Shelter dogs were once easily available to teaching hospitals by virtue of "pound seizure"--a law that I believe is now outlawed in almost all states. It was standard procedure in the dog labs to perform countless surgeries, one after another, on a dog--maybe one you surrendered to a shelter-- until it was spent and no longer useful for practice. Only then was the dog put down.
One surgery for me in 1993 was one too many. Can you imagine how these poor dogs must have suffered?
Thank God for PCRM. They began a crusade to "teach" the teaching hospitals and their research doctors that simulated mannequins were just as good as live animals for learning purposes. In fact better.
But Now a New Challenge
At present, however, yet another animal is being victimized. In a PCRM letter I received just recently, I learned that, in at least four medical centers, a horrible and bloody procedure is now needlessly and cruelly being inflicted on pigs.
At present, however, yet another animal is being victimized. In a PCRM letter I received just recently, I learned that, in at least four medical centers, a horrible and bloody procedure is now needlessly and cruelly being inflicted on pigs.
The practice is unnecessary, because, according to PCRM, the Advanced Trauma Life Support (ATLS) teaching involved is already provided at more than 200 universities and medical centers across the country. And they note: "More than 98 percent of them DO NOT use live animals because human simulators are proven to be more effective."
The four medical centers that still have not understood this, and have also failed to realize that pigs are nothing like humans, are Hartford Hospital, North Dakota State University, University of Texas Medical Branch, and Baystate Medical Center. All of them have refused to stop killing defenseless pigs in their training procedures.
The writer of the PCRM post warns us that we may not want to read what happens to these poor helpless pigs during the teaching protocol.
I couldn't help thinking: Here's someone trying to spare us from an experience that is not even remotely as painful as what the pigs themselves suffer. But I did read on:"After enduring the trauma of confinement, shipping, and manipulation, a pig is then cut between her ribs, and a tube is forced into her chest cavity. Then a needle is pierced into her abdomen, and another needle stabbed under her breastbone near her heart. Only then the pig is killed right before her throat is sliced."
Just terrible. I didn't read anything about her being anesthetized--so you can well imagine how terribly painful the procedure was for this pig and for all the others so cruelly used. I think people who undergo surgery, and are either not completely sedated in the first, or experience a wearing down of the anesthetic, can well relate to the pig's suffering.
And, of course, the saddest thing of all is that, even though the PCRM has made it abundantly clear that human simulators are better and more effective teaching tools than live animals, some teaching hospitals continue to use cruel invasive procedures on innocent pigs. Why?
If these practices were happening in the Middle Ages, or were based on Descartes's arrogant notion that dogs [read all animals] are non-thinking, non-feeling automatons, then I could understand. But, here we are, in the 21st century, and we are still brutalizing poor pigs in the name of medicine. I think this is unconscionable. What about you?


__Assignment__. Look for the line with "pixels, height=442 pixels."; please transcribe it and every later line in the entries exactly, up to the end, leaving pictures out.
•••••
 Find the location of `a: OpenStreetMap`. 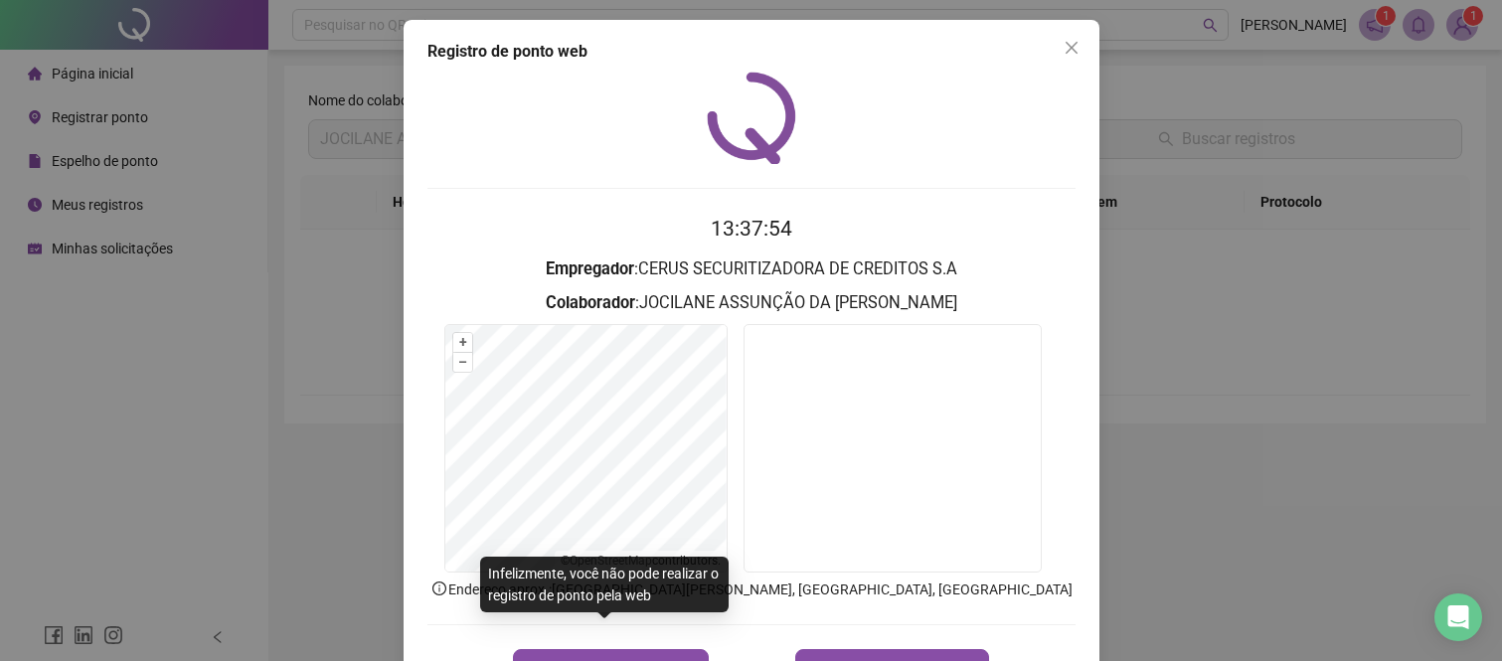

a: OpenStreetMap is located at coordinates (610, 561).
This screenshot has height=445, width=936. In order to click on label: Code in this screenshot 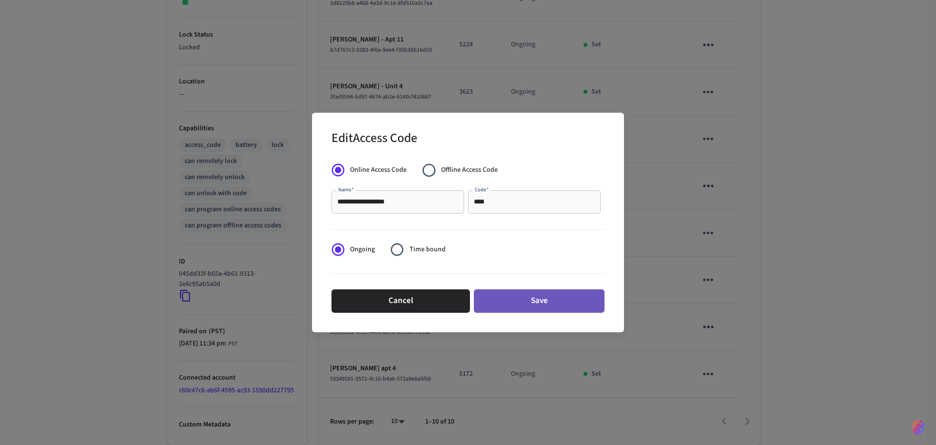, I will do `click(482, 189)`.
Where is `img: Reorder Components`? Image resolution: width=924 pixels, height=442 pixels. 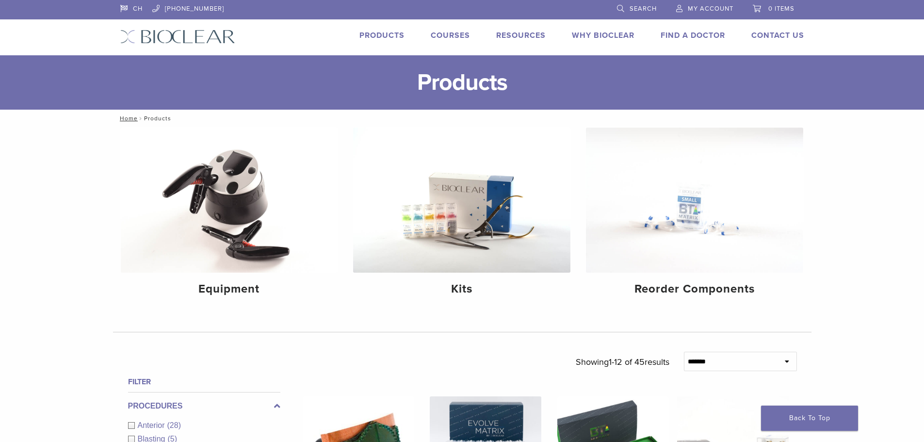
img: Reorder Components is located at coordinates (694, 200).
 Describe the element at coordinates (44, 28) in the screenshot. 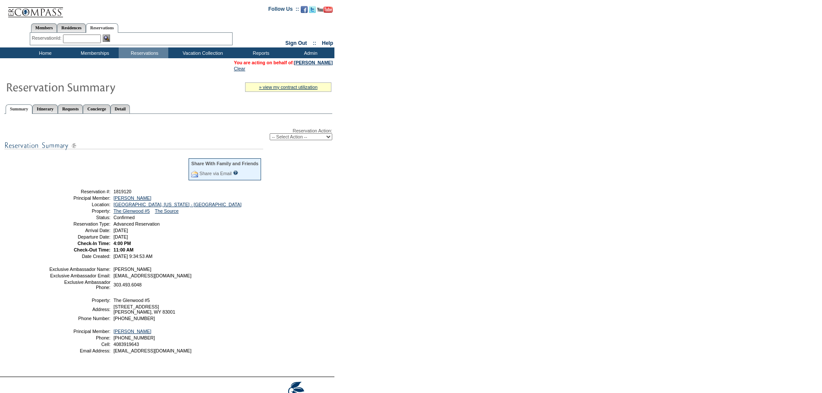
•••••
__Result of this exercise__.
Where is `img: Reorder Components`? Image resolution: width=924 pixels, height=442 pixels. 
img: Reorder Components is located at coordinates (694, 200).
 Describe the element at coordinates (44, 28) in the screenshot. 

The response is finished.